Will a systemd service automatically manage it’s logs (do log rotation etc)

journalctlsystemctlsystemd

I have a systemd service configure like so:

[Unit]
Description=cprev agent
After=network.target
StartLimitIntervalSec=2

[Service]
Type=simple
Restart=always
RestartSec=15
ExecStart=/home/oleg/.local/bin/cprev-safe-start

[Install]
WantedBy=default.target

I install the service like so:

rsync "$PWD/systemd.service" "$HOME/.config/systemd/user/cprev.agent.service"
systemctl --user daemon-reload
systemctl --user enable cprev.agent.service
systemctl --user restart cprev.agent.service

I can tail the logs for my service using:

journalctl -f --user -u cprev.agent.service

my question is – do I need to manually truncate the logs for my service so they don't fill up, or does systemd manage the logs for me?
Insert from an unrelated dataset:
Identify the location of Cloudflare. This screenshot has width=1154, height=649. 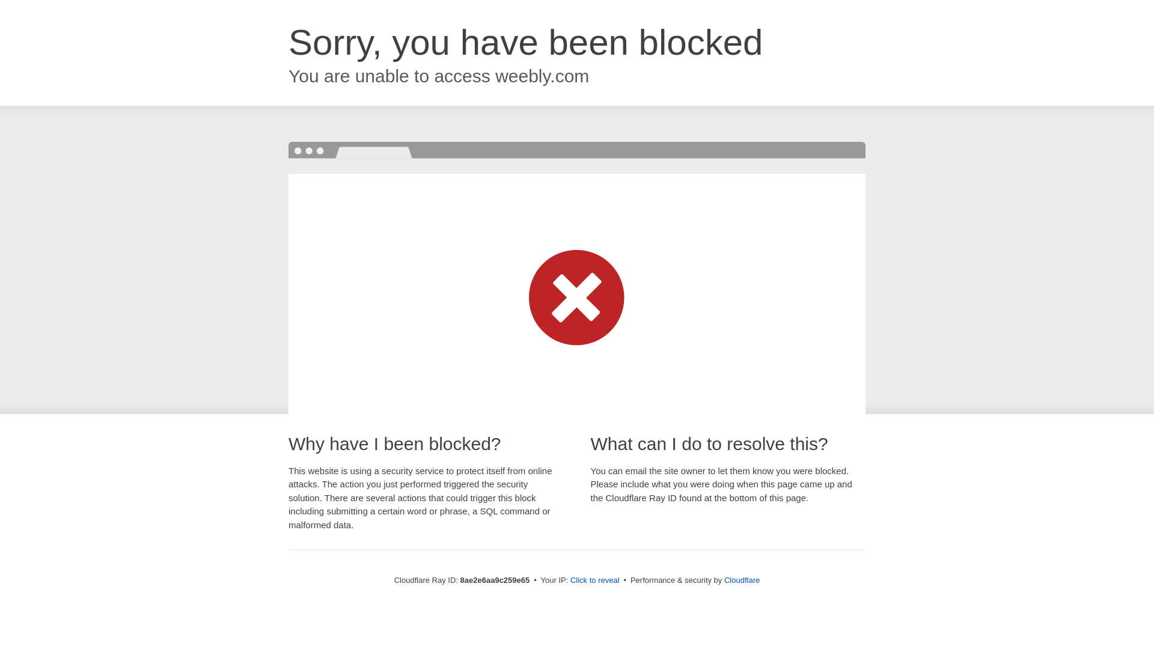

If it manages for me, how does it work?

Best Answer

According to the systemd documentation, the logs kept by journald default to a size limit of 15% of disk capacity or 4GB, whichever is smaller. If /var is not mounted, not writable, or /var/log/journal does not exist, journald logs will only be stored in volatile memory (/run/log/journal.)

If your service creates log files of its own outside the systemd journal, you'll need to create a logrotate entry to manage them.